Still, he came aboard Amtrak. Millions of others have, too, in record numbers.

Slightly more than 24 million passengers rode intercity trains during the fiscal year that ended Sept. 30 – Amtrak’s highest ridership in its 32-year history. Nearly all of the train routes through Illinois logged increases in ridership in the same period.

Subsidy-reliant Amtrak nearly shut down two summers ago for lack of money, and it’s a perennial whipping dog for some members of Congress. Yet riders have noticed trains are running more efficiently and have taken advantage of reduced fares and specials over the past year, according to Amtrak officials and rail advocates.

“Travel in general is up,” says Rick Harnish, executive director of the Midwest High-Speed Rail Coalition in Chicago. “Trains are running on time because of the management team. The management team is focusing more on getting riders on the train, and that’s good. Those three things put together have paid off well.”

Average “on-time” performance improved for most state-assisted trains during the first nine months of the year compared to the same period in 2002, according to figures provided by the Illinois Department of Transportation. Similarly, the notoriously late Texas Eagle, a

long-distance train from San Antonio that stops in Springfield and Normal, has been able to meet its Chicago arrival times more closely.

The train had an on-time performance rate of 70 percent in September, compared to 17 percent in September 2002, IDOT said. In August, it was 61 percent, compared to zero percent in August 2002.

Ridership for the Texas Eagle jumped 20 percent during the record Amtrak year.

Marc Magliari, the Chicago spokesman for Amtrak, said the railroad would continue to employ a ‘back-to-basics’ marketing campaign with a modest advertising budget. Among the temporary deals the railroad offered this year was a Springfield-to-Chicago ticket for $16 one way, roughly half the regular cost.

‘Instead of fuzzy advertising that talks about trains, they’re great which, of course, they are we’ll be spending advertising funds to promote specific fares and specific destinations,’ Magliari said.

News of the banner year for Amtrak ridership comes as the U.S. House and Senate are in the final stages of negotiating the railroad’s latest federal grant.

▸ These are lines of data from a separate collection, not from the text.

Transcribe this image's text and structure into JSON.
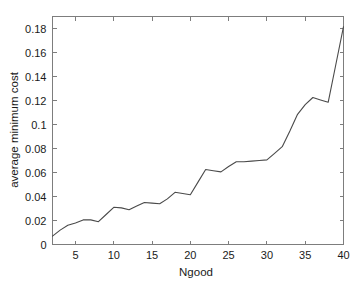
{
  "chart_data": {
    "type": "line",
    "title": "",
    "xlabel": "Ngood",
    "ylabel": "average minimum cost",
    "xlim": [
      2,
      40
    ],
    "ylim": [
      0,
      0.19
    ],
    "grid": false,
    "legend": null,
    "xticks": [
      5,
      10,
      15,
      20,
      25,
      30,
      35,
      40
    ],
    "xtick_labels": [
      "5",
      "10",
      "15",
      "20",
      "25",
      "30",
      "35",
      "40"
    ],
    "yticks": [
      0,
      0.02,
      0.04,
      0.06,
      0.08,
      0.1,
      0.12,
      0.14,
      0.16,
      0.18
    ],
    "ytick_labels": [
      "0",
      "0.02",
      "0.04",
      "0.06",
      "0.08",
      "0.1",
      "0.12",
      "0.14",
      "0.16",
      "0.18"
    ],
    "line_color": "#4a4a4a",
    "x": [
      2,
      3,
      4,
      5,
      6,
      7,
      8,
      9,
      10,
      11,
      12,
      13,
      14,
      15,
      16,
      17,
      18,
      19,
      20,
      21,
      22,
      23,
      24,
      25,
      26,
      27,
      28,
      29,
      30,
      31,
      32,
      33,
      34,
      35,
      36,
      37,
      38,
      39,
      40
    ],
    "values": [
      0.007,
      0.012,
      0.016,
      0.018,
      0.0205,
      0.0205,
      0.019,
      0.025,
      0.031,
      0.0305,
      0.029,
      0.032,
      0.035,
      0.0345,
      0.034,
      0.038,
      0.0435,
      0.0425,
      0.0415,
      0.052,
      0.0625,
      0.0615,
      0.0605,
      0.065,
      0.069,
      0.069,
      0.0695,
      0.07,
      0.0705,
      0.076,
      0.0815,
      0.0945,
      0.1085,
      0.1165,
      0.1225,
      0.1205,
      0.1185,
      0.15,
      0.1815
    ],
    "series": [
      {
        "name": "average minimum cost",
        "values": [
          0.007,
          0.012,
          0.016,
          0.018,
          0.0205,
          0.0205,
          0.019,
          0.025,
          0.031,
          0.0305,
          0.029,
          0.032,
          0.035,
          0.0345,
          0.034,
          0.038,
          0.0435,
          0.0425,
          0.0415,
          0.052,
          0.0625,
          0.0615,
          0.0605,
          0.065,
          0.069,
          0.069,
          0.0695,
          0.07,
          0.0705,
          0.076,
          0.0815,
          0.0945,
          0.1085,
          0.1165,
          0.1225,
          0.1205,
          0.1185,
          0.15,
          0.1815
        ]
      }
    ]
  }
}
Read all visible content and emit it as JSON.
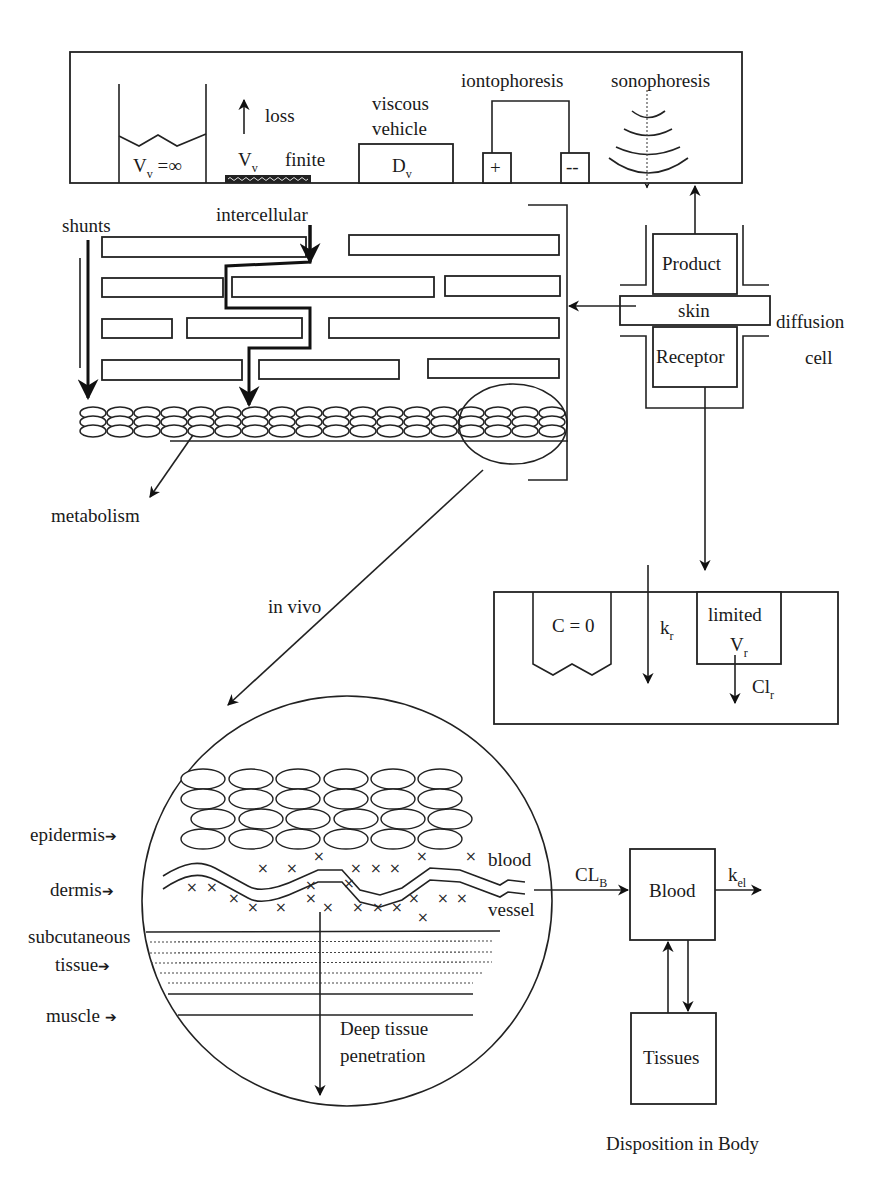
{
  "figure": {
    "colors": {
      "stroke": "#222222",
      "background": "#ffffff",
      "text": "#1a1a1a"
    }
  },
  "vehicle_panel": {
    "infinite_dose": {
      "label_main": "V",
      "label_sub": "v",
      "label_rest": " =∞"
    },
    "finite_dose": {
      "loss_label": "loss",
      "label_main": "V",
      "label_sub": "v",
      "finite_label": "finite"
    },
    "viscous": {
      "line1": "viscous",
      "line2": "vehicle",
      "box_main": "D",
      "box_sub": "v"
    },
    "iontophoresis": {
      "label": "iontophoresis",
      "plus": "+",
      "minus": "--"
    },
    "sonophoresis": {
      "label": "sonophoresis"
    }
  },
  "stratum_corneum": {
    "shunts_label": "shunts",
    "intercellular_label": "intercellular",
    "metabolism_label": "metabolism",
    "in_vivo_label": "in vivo"
  },
  "diffusion_cell": {
    "product_label": "Product",
    "skin_label": "skin",
    "receptor_label": "Receptor",
    "side_label_1": "diffusion",
    "side_label_2": "cell"
  },
  "receptor_panel": {
    "sink_label": "C = 0",
    "rate_main": "k",
    "rate_sub": "r",
    "limited_label": "limited",
    "volume_main": "V",
    "volume_sub": "r",
    "clearance_main": "Cl",
    "clearance_sub": "r"
  },
  "in_vivo_section": {
    "layers": [
      {
        "label": "epidermis"
      },
      {
        "label": "dermis"
      },
      {
        "label": "subcutaneous"
      },
      {
        "label": "tissue"
      },
      {
        "label": "muscle"
      }
    ],
    "blood_label": "blood",
    "vessel_label": "vessel",
    "deep_label_1": "Deep tissue",
    "deep_label_2": "penetration",
    "arrow_glyph": "➔"
  },
  "disposition": {
    "clearance_main": "CL",
    "clearance_sub": "B",
    "blood_label": "Blood",
    "elim_main": "k",
    "elim_sub": "el",
    "tissues_label": "Tissues",
    "caption": "Disposition in Body"
  }
}
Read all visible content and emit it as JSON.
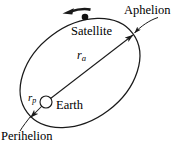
{
  "figure": {
    "background_color": "#ffffff",
    "stroke_color": "#1a1a1a",
    "width": 174,
    "height": 145
  },
  "labels": {
    "aphelion": "Aphelion",
    "satellite": "Satellite",
    "earth": "Earth",
    "perihelion": "Perihelion",
    "r_apoapsis_symbol": "r",
    "r_apoapsis_subscript": "a",
    "r_periapsis_symbol": "r",
    "r_periapsis_subscript": "p"
  },
  "diagram_data": {
    "type": "orbital-diagram",
    "orbit": {
      "shape": "ellipse",
      "center_px": [
        80,
        73
      ],
      "semi_major_px": 66,
      "semi_minor_px": 47,
      "rotation_deg": -37
    },
    "earth": {
      "shape": "circle",
      "center_px": [
        46,
        102
      ],
      "radius_px": 6,
      "fill": "#ffffff",
      "role": "focus"
    },
    "satellite": {
      "shape": "filled-dot",
      "center_px": [
        85,
        17
      ],
      "radius_px": 3.2,
      "fill": "#000000"
    },
    "direction_arrow": {
      "label": "orbital direction",
      "from_px": [
        91,
        9
      ],
      "to_px": [
        63,
        13
      ],
      "sense": "counterclockwise"
    },
    "radius_vectors": [
      {
        "name": "r_a",
        "meaning": "apoapsis radius",
        "from_px": [
          46,
          102
        ],
        "to_px": [
          134,
          34
        ]
      },
      {
        "name": "r_p",
        "meaning": "periapsis radius",
        "from_px": [
          44,
          104
        ],
        "to_px": [
          29,
          119
        ]
      }
    ],
    "leader_lines": [
      {
        "name": "aphelion-leader",
        "from_px": [
          156,
          18
        ],
        "to_px": [
          133,
          35
        ]
      },
      {
        "name": "perihelion-leader",
        "from_px": [
          22,
          131
        ],
        "to_px": [
          31,
          116
        ]
      }
    ]
  }
}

President David Gunn, who’s in his second year running Amtrak, likely won’t get the $1.8 billion he requested to help finance operations and capital repairs. Observers predict, however, that he’ll get more than the $900 million proposed by Washington’s Amtrak critics a sum Gunn has called a ‘shutdown number.’

‘It’s awfully difficult for some of the Amtrak haters in Congress to say this is a ridiculous, redundant service that we don’t need anymore,’ said rail proponent James Coston, a Chicago attorney who sat on the Amtrak Reform Council. ‘The riders, who are predominantly taxpayers, are voting with their pocketbooks by buying tickets on Amtrak trains everywhere in the country.’

Coston and Harnish, the lobbyist for high-speed rail, say Amtrak and IDOT should capitalize on the ridership uptick by adding more train frequencies on the Chicago-to-St.-Louis corridor. Passengers currently can choose from three daily

round-trip schedules on the line, which has been partly upgraded for speed increases in the future.